What pushes Type:Rider beyond the stunt racer classification is its physics-based contraptions and historical info-bursts. You see, as you work your way through the stages, each of which are based around a particular font, the game attempts to educate you about the origins of that typeface. Collecting the asterisks strewn around the environment unlock handsomely illustrated pages detailing how and why each font was created.
The levels themselves are themed around the relevant typeface. The Gothic stage has a gregorian soundtrack and is littered with religious imagery. The levels based on the Clarendon font showcase it's 19th century typographic origins, and the Futura stages are full of abstract shapes and artistic flair.
Though the text dumps do require you to stop playing and read, you get a sense of the roots of each font simply by exploring each level. It's all feels extremely organic - a way of delivering knowledge and exploring context without making you feel like you're in a history lecture.
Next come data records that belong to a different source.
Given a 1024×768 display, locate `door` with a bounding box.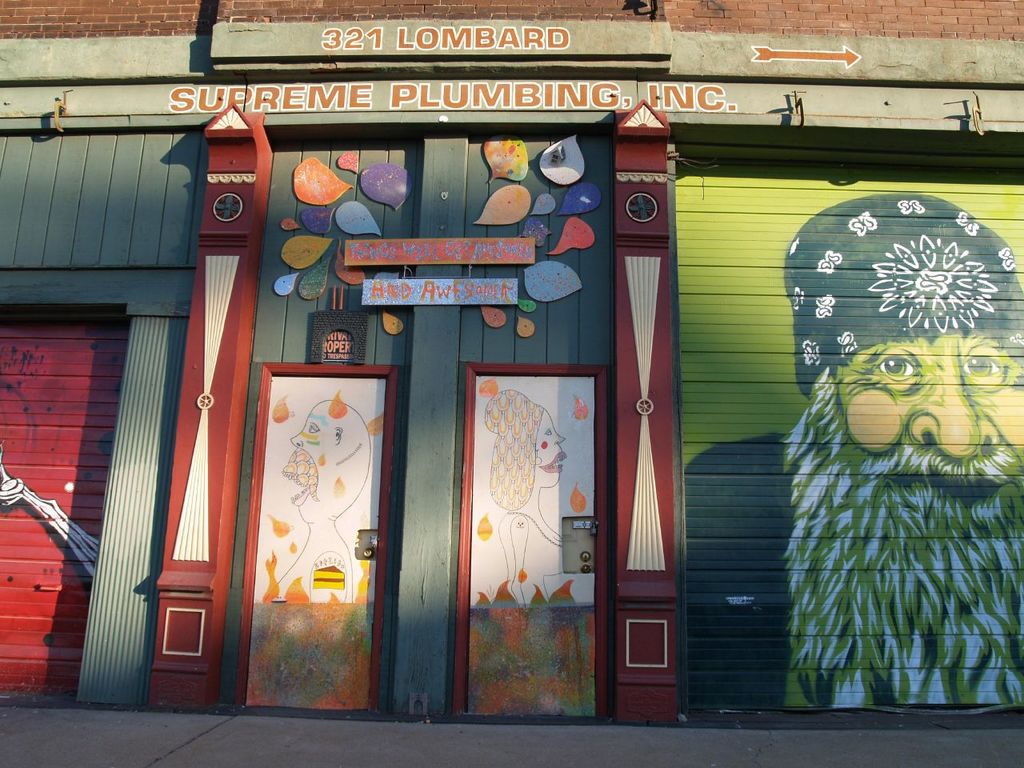
Located: x1=242 y1=314 x2=408 y2=711.
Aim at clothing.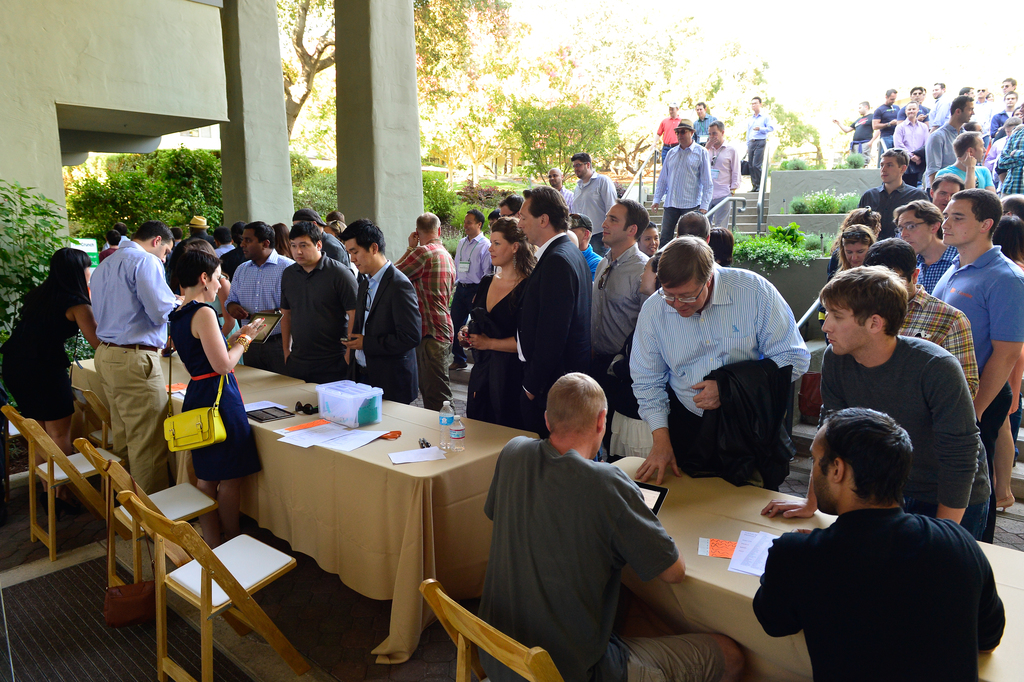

Controlling your colon (no laughing at the back) is relatively easy. You roll the character left or right by touching the appropriate side of the screen, and jump by tapping with your free hand. It's more streamlined than some stunt racers, with no option to adjust your pitch, but it can also feel a little gluey. You'll have to navigate some very angular landscapes, and your colon is prone to getting stuck on the corner of some letters.
None of these niggles come close to spoiling the experience, however. Type:Rider is a seriously classy experiment in covert edu-tainment, one which works best when imparting information directly through the architecture of its levels. If you want to play a clever physics puzzler and learn a little something along the way, then Type:Rider is for you.